The 1999 priority list was stated to be applicable for all cases of interpretation and includes the employer's documents as the highest priority.

While this might seem unfair at face value, it is the only practical solution and places the emphasis on the contractor to ensure if there are any specific issues which have been raised in the pre-contract period on which he wishes to place reliance, he must first and foremost ensure the matter is included in the contract documents and then in a document sufficiently high in the prioritised list.

The second scenario that often causes arguments is when the parties cannot agree whether a document has actually been incorporated into the contract documents at all.

To ensure that any previous correspondence that the contractor may later wish to rely on is excluded from the contract documents, employer's may also try to include an "entire agreement clause" stating that the documents forming the contract are the only documents that can be included and no earlier versions, or previous correspondence, can be considered at a later date to be part of the contract.

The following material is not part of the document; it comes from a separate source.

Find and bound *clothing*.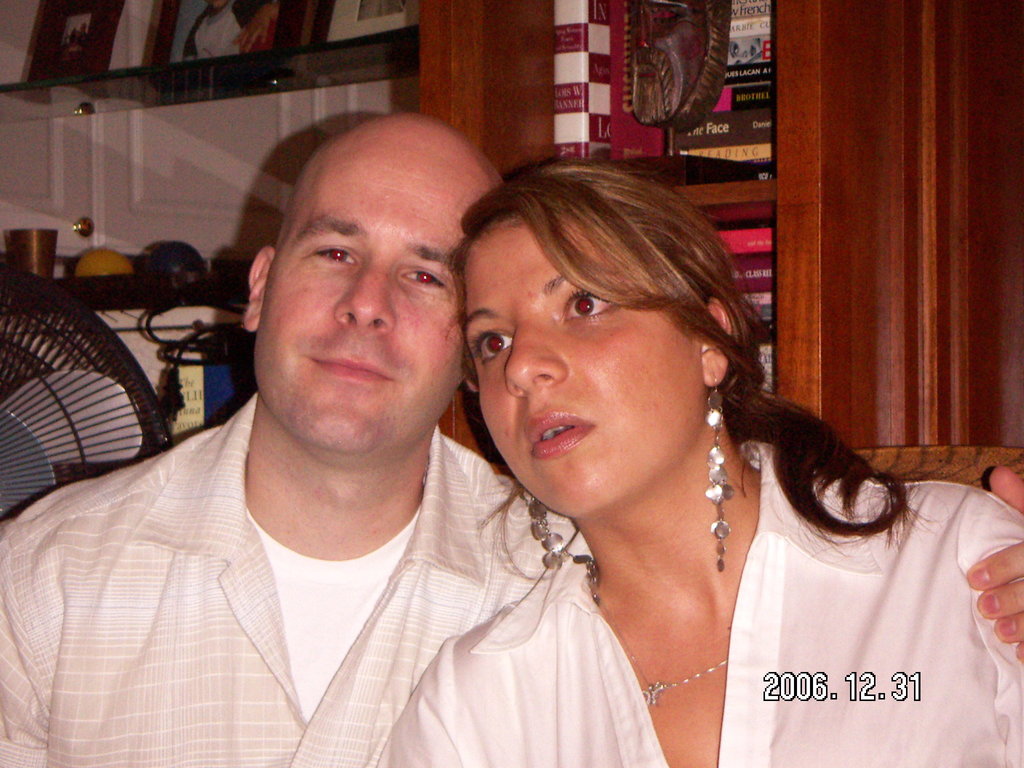
Bound: 37,383,629,762.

At a practical level, it is therefore very prudent for a contractor to itemise all the correspondence, minutes of meeting and tender clarifications which he considers should form part of the contract and for copies of those documents to be listed and included in the actual documents to be prepared and then signed by the parties.

Assistance

The contractor might also get some assistance through the use of local law provisions when interpreting what is and is not part of the contract documents. For example, the UAE's Civil Code (Federal Law No. 5 of 1985) has a number of articles that might allow a more general examination of the whole factual scenario in which a contract was formed.

These provisions (and others) may assist with the possibility of trying to show that in fact a very different understanding prevailed in the mind of the parties to that which has been committed to the contract documents alone.

Nevertheless, the safest way to ensure the parties agree on what constitutes the contract, and that its constituent are documents clearly set out, is to make sure that all relevant documents are either listed or actually bound into the contract, and that the order in which those documents are to be considered is clearly set out and agreed upon in advance of signing the contract.